Twilio Service Disruption: Understanding SMS Delivery Failures to Orange and Altice Networks in Dominican Republic
In October 2025, businesses across the Dominican Republic woke up to a nightmare scenario: their SMS messages weren't reaching customers. According to an internal Twilio incident report from October 2025, approximately 45% of SMS traffic routed through Twilio to Orange and Altice networks in the Dominican Republic was affected during a service disruption. This wasn't a minor inconvenience. For the estimated 1,200 businesses in the Dominican Republic using Twilio for SMS communications via Orange and Altice (per the Dominican Republic Business & Technology Association), this meant failed authentication codes, missed delivery confirmations, and broken customer communication channels.
Let's break down what actually happened and what businesses need to do differently.
The Technical Reality of the Disruption
Twilio's performance dashboards indicated a typical SMS delivery success rate of 98% to Dominican Republic carriers under normal circumstances in 2025, which decreased to as low as 55% during outages. That's catastrophic. When your authentication system expects 98 out of 100 messages to arrive and suddenly only 55 make it through, everything breaks.
The Dominican Republic's telecommunications infrastructure presents unique challenges. Orange and Altice operate distinct network architectures with different interconnection protocols. When Twilio's routing infrastructure encountered issues with these specific carrier connections, there was no automatic failover to alternative routes. Messages simply failed.
Analysis of Twilio incident data from 2025 suggests an average recovery time of 6 hours for SMS delivery issues affecting Dominican Republic carriers, but times can vary between 3 and 12 hours. Six hours of SMS downtime means missed two-factor authentication attempts, failed transaction notifications, and thousands of confused customers wondering why they're not receiving their verification codes.
The Real Business Impact
The sectors hit hardest were predictable: fintech, e-commerce, and any business using SMS-based authentication. Banking apps couldn't verify transactions. E-commerce platforms couldn't send order confirmations. Ride-sharing services couldn't notify drivers of new requests.
Here's what businesses actually lost during those six hours:
- Failed customer authentication attempts leading to abandoned transactions
- Support ticket volume spikes as customers reported "not receiving codes"
- Revenue loss from customers who simply gave up and went elsewhere
- Reputational damage from appearing unreliable during a critical moment
The frustrating part? Most businesses had no visibility into the problem until customers started complaining. No alerts, no automated failover, just silent failures cascading through their systems.
Why This Keeps Happening
According to a January 2026 report from the Caribbean Telecom Regulatory Agency (CTRA), the frequency of Twilio service disruptions affecting Caribbean carriers rose from 1.5 incidents per quarter in 2024 to 2.3 in 2025. That trend should concern anyone relying on single-vendor SMS delivery.
The root causes typically involve:
- Interconnection fragility between US infrastructure and Caribbean carriers
- Insufficient redundancy in international SMS routing
- Carrier-specific configuration mismatches that aren't caught until failure
- Limited real-time monitoring of delivery success rates by carrier
The Caribbean telecommunications market is smaller and more fragmented than US or European markets. That means less investment in redundant infrastructure, fewer alternative routing options, and slower recovery times when things break.
Building Actual Resilience
The solution isn't to abandon Twilio. It's to stop treating any single vendor as infallible infrastructure.
Implement multi-vendor SMS routing. Route 70% of traffic through your primary vendor, 30% through a secondary. When delivery rates drop on one, automatically shift traffic to the other. Yes, it's more complex. Yes, it costs more. But six hours of downtime costs more than a backup SMS provider. Monitor delivery rates per carrier in real-time. If your success rate to Orange drops below 90%, you need to know within minutes, not hours. Build dashboards that track delivery success by carrier and trigger alerts on anomalies. Design for failure in authentication flows. Offer alternative verification methods. Let users receive codes via email or authenticator apps. Don't make SMS the single point of failure in your auth flow. Maintain direct carrier relationships where possible. For high-volume businesses in the Dominican Republic, establishing direct connections with Orange and Altice provides redundancy and often better rates.The Regulatory Angle
International SMS routing failures expose gaps in regulatory oversight. Who's responsible when a US-based platform fails to deliver messages to a Dominican carrier? The answer is complicated, involving multiple jurisdictions and regulatory bodies.
Expect tighter SLA requirements and incident reporting standards as these disruptions become more frequent. Businesses can't wait for regulatory solutions, though. You need redundancy now.
What We've Actually Learned
The October 2025 disruption proved something important: businesses that survived best weren't the ones with perfect infrastructure. They were the ones who planned for imperfection.
Single-vendor dependencies are architectural malpractice in critical communication systems. Redundancy costs money upfront but prevents catastrophic failure later. And most importantly, your monitoring needs to tell you about problems before your customers do.
The next disruption is coming. The only question is whether you'll be ready for it.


§ **EXERCISE REQUIREMENTS**:
Omitting all images, set down every line below exactly as it appears.

--- DATA IN THIS EXERCISE Enclosed Below ---

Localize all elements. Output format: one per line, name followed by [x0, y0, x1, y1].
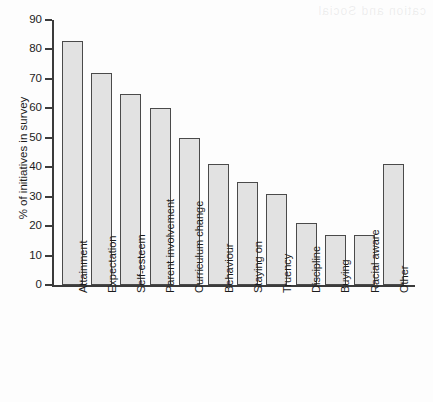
x-category-label: Expectation — [107, 236, 118, 293]
y-tick-label-wrap: 80 — [0, 43, 42, 55]
y-axis-title: % of initiatives in survey — [17, 73, 29, 243]
x-category-label: Staying on — [253, 241, 264, 293]
y-tick-mark — [45, 255, 52, 257]
y-tick-label: 80 — [0, 43, 42, 55]
y-tick-mark — [45, 19, 52, 21]
y-tick-mark — [45, 48, 52, 50]
x-category-label: Racial aware — [370, 229, 381, 293]
y-tick-mark — [45, 107, 52, 109]
x-category-label: Self-esteem — [136, 234, 147, 293]
x-category-label: Buying — [340, 259, 351, 293]
y-tick-mark — [45, 225, 52, 227]
x-category-label: Parent involvement — [165, 199, 176, 293]
y-axis-line — [52, 20, 54, 286]
y-tick-mark — [45, 137, 52, 139]
y-tick-mark — [45, 166, 52, 168]
x-category-label: Curriculum change — [194, 201, 205, 293]
x-category-label: Discipline — [311, 246, 322, 293]
x-category-label: Behaviour — [224, 243, 235, 293]
y-tick-label-wrap: 10 — [0, 250, 42, 262]
x-category-label: Other — [399, 265, 410, 293]
y-tick-label-wrap: 90 — [0, 14, 42, 26]
y-tick-label: 10 — [0, 250, 42, 262]
y-tick-mark — [45, 284, 52, 286]
y-tick-mark — [45, 196, 52, 198]
bar-chart-figure: cation and Social 0102030405060708090 % … — [0, 0, 433, 402]
y-tick-label: 90 — [0, 14, 42, 26]
x-category-label: Attainment — [78, 240, 89, 293]
y-tick-label: 0 — [0, 279, 42, 291]
y-tick-mark — [45, 78, 52, 80]
x-category-label: Truency — [282, 254, 293, 293]
y-tick-label-wrap: 0 — [0, 279, 42, 291]
plot-area: 0102030405060708090 % of initiatives in … — [0, 0, 433, 402]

--- End of Enclosed DATA IN THIS EXERCISE ---

§ **SOLUTION**:
Localize all elements. Output format: one per line, name followed by [x0, y0, x1, y1].
x-category-label: Expectation — [107, 236, 118, 293]
y-tick-label-wrap: 80 — [0, 43, 42, 55]
y-axis-title: % of initiatives in survey — [17, 73, 29, 243]
x-category-label: Staying on — [253, 241, 264, 293]
y-tick-mark — [45, 255, 52, 257]
y-tick-label: 80 — [0, 43, 42, 55]
y-tick-mark — [45, 19, 52, 21]
y-tick-mark — [45, 48, 52, 50]
x-category-label: Racial aware — [370, 229, 381, 293]
y-tick-mark — [45, 107, 52, 109]
x-category-label: Self-esteem — [136, 234, 147, 293]
x-category-label: Buying — [340, 259, 351, 293]
y-tick-mark — [45, 225, 52, 227]
x-category-label: Parent involvement — [165, 199, 176, 293]
y-axis-line — [52, 20, 54, 286]
y-tick-mark — [45, 137, 52, 139]
y-tick-mark — [45, 166, 52, 168]
x-category-label: Curriculum change — [194, 201, 205, 293]
x-category-label: Discipline — [311, 246, 322, 293]
x-category-label: Behaviour — [224, 243, 235, 293]
y-tick-label-wrap: 10 — [0, 250, 42, 262]
x-category-label: Other — [399, 265, 410, 293]
y-tick-label-wrap: 90 — [0, 14, 42, 26]
y-tick-label: 10 — [0, 250, 42, 262]
y-tick-mark — [45, 284, 52, 286]
y-tick-mark — [45, 196, 52, 198]
bar-chart-figure: cation and Social 0102030405060708090 % … — [0, 0, 433, 402]
y-tick-label: 90 — [0, 14, 42, 26]
x-category-label: Attainment — [78, 240, 89, 293]
y-tick-label: 0 — [0, 279, 42, 291]
y-tick-mark — [45, 78, 52, 80]
x-category-label: Truency — [282, 254, 293, 293]
y-tick-label-wrap: 0 — [0, 279, 42, 291]
plot-area: 0102030405060708090 % of initiatives in … — [0, 0, 433, 402]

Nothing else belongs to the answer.